John Krasinski Downvotes the Nice Guy in ANGRY ALAN — Review
With his immediately affable, borderline derpy demeanor, John Krasinski is the ideal Roger, the disaffected, suburban nice-guy who finds his own ideal in the play Angry Alan’s eponymous online personality. Though slowly spinning out following the loss of his job, and increasingly emasculated after his ex-wife’s walking out, he registers as harmless, even friendly. Roger’s smiley facade rarely slips, even as playwright Penelope Skinner, with co-creator Don Mackay, reveal the depths of the darkness behind it. Directed by Sam Gold for the one-act’s New York debut, and almost entirely alone onstage, Krasinski expertly exposes the dangerous underbelly of the characters, and persona, on which he’s built his career.
Roger is introduced mid-discovery – or is it after? Before? Skinner’s sense of time is shrewdly askew, representing the displacement of her subject’s mindset as he describes his first encounter with Angry Alan. It began as mindless hyperlink-hopping, clicking from one article to the next until reaching the titular account: one of those vaguely Classicist sites whose articles are just flimsy fronts for rampant misogyny and racism. Quietly seeing himself reflected in (actual) statistics about men’s suicide rates, he finds himself uplifted by Alan’s video on history’s great men (and, later, those “explaining” how women’s liberation has relegated men to society’s bottom rungs) and shares it with his extended circle.
This includes his current girlfriend, whose lefty art class friends he blames for their widening divide, and his one remaining close friend, who moved (ominously) to a shed after a workplace incident upended his life. Everyone else, it can be gleaned from between Roger’s lines, has been pushed away by the curdling of his sad-sack energy into bitterness. So this “red pill moment” (his words) becomes a lifesaver, and he takes to it feverishly, and takes it offline.

Roger’s experience of the failures of strictly enforced gender roles is valid, and Skinner traces the warped path from discontent to interior self-destruction. That journey is cleverly refracted by the introduction of his estranged kid, Joe (Ryan Colone), who offers an alternative Gen Z cope late in the play, long after Roger’s receptivity has been shot.
Having premiered in 2018, the play’s insights feel less incisive than they might have in the wake of Trump’s first election. But with meninism hitting the mainstream head-on in the intervening years, and thanks to the production’s hyperrealistic scenic design (by dots, whose sets chillingly evoke the pseudo-soothing, uncanny valley soullessness of recent AI slop), it catches up to the present day.
Likewise, while the rabbit hole into which Roger falls is a foregone conclusion, Krasinski plays the descent with understated acuity, leveraging his charm to remain mostly intact as the events he narrates begin to sharply counteract it. That placid, everyday Jim Halpert smile takes on the unnameable discomfort many experience when seeing that one photo of the 2019 Lincoln Memorial confrontation, of the twisted calm achieved through cultism.
A slight crevasse appears, around the two-thirds mark, when Roger stands awkwardly to the side at one of Alan’s IRL conventions he attends, between this supposed ‘beta’ and the six-foot-three, reigning Sexiest Man Alive playing him. But Krasinski deftly fills that gap with a crescendo of aggression that suggests Tom Cruise’s character in the film Magnolia; the perfect storm of sexual charisma and purely toxic ideology. Roger is able to inhabit that same keynote-address charlatanism, manifesting his online world on a number of screens which flank the stage. (Isabella Byrd did lighting; Mikaal Sulaiman, sound; and Lucy Mackinnon, video design.)
Its megastar lead hopefully draws in the exact crowd which might most urgently need to see this, but Angry Alan offers plenty of troubling treasures for those on, or off, any particular pill.
Angry Alan is in performance through August 3, 2025 at Studio Seaview on West 43rd Street in New York City. For tickets and more information, visit here.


Find all lines in the records that include the word "ABCHABCHABCDEGABCH", and copy them out.

_ _ _

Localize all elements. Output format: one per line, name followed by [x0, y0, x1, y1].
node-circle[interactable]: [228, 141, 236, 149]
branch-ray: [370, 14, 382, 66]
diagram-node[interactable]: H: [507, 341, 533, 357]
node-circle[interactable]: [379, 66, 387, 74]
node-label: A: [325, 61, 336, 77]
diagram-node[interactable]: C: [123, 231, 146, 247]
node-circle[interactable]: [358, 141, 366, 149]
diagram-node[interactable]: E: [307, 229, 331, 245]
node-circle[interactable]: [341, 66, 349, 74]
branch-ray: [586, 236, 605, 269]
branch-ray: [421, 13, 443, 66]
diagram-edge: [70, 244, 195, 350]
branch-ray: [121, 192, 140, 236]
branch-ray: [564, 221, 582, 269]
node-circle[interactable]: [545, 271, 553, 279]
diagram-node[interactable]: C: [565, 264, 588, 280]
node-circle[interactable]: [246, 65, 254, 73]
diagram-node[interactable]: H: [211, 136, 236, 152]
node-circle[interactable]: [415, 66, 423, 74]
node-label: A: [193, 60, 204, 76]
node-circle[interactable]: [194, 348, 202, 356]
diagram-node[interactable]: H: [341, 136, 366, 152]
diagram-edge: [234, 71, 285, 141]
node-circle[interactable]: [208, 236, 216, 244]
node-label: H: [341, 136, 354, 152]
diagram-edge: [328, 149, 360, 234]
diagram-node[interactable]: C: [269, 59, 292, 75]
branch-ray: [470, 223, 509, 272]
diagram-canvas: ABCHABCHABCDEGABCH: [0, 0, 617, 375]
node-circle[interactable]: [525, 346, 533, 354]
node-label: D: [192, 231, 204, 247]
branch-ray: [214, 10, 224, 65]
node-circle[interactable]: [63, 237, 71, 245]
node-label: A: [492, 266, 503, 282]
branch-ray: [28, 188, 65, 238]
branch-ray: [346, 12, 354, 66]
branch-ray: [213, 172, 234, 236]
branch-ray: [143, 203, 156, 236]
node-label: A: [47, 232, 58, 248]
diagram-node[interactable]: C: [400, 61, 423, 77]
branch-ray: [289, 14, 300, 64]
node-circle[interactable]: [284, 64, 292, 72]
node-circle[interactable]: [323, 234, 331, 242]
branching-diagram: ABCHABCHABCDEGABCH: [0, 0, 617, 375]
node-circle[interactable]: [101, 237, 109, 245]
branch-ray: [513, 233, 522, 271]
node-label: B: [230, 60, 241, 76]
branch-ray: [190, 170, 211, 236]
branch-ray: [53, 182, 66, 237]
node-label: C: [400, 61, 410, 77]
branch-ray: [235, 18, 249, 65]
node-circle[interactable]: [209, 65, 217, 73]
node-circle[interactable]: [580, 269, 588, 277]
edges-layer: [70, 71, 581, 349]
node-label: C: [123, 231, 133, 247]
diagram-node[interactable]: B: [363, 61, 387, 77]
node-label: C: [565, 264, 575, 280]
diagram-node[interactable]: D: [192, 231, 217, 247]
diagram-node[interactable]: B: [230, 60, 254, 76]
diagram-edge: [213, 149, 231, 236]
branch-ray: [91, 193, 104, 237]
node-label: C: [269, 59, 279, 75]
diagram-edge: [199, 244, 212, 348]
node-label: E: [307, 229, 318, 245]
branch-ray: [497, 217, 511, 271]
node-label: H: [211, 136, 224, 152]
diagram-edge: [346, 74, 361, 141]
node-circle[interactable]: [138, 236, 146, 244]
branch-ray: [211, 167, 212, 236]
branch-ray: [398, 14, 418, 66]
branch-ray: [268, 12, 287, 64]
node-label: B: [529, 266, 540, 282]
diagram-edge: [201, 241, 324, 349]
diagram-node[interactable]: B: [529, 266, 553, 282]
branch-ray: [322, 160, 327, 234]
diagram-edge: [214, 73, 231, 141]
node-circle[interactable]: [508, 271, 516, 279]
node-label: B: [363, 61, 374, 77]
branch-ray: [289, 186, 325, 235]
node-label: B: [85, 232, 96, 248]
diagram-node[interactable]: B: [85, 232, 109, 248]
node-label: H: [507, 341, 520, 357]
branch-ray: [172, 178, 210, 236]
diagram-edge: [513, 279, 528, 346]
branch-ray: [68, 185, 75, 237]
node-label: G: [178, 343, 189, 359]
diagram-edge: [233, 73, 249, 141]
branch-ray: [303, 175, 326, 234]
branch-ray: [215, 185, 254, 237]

_ _ _

Output:
diagram-canvas: ABCHABCHABCDEGABCH: [0, 0, 617, 375]
branching-diagram: ABCHABCHABCDEGABCH: [0, 0, 617, 375]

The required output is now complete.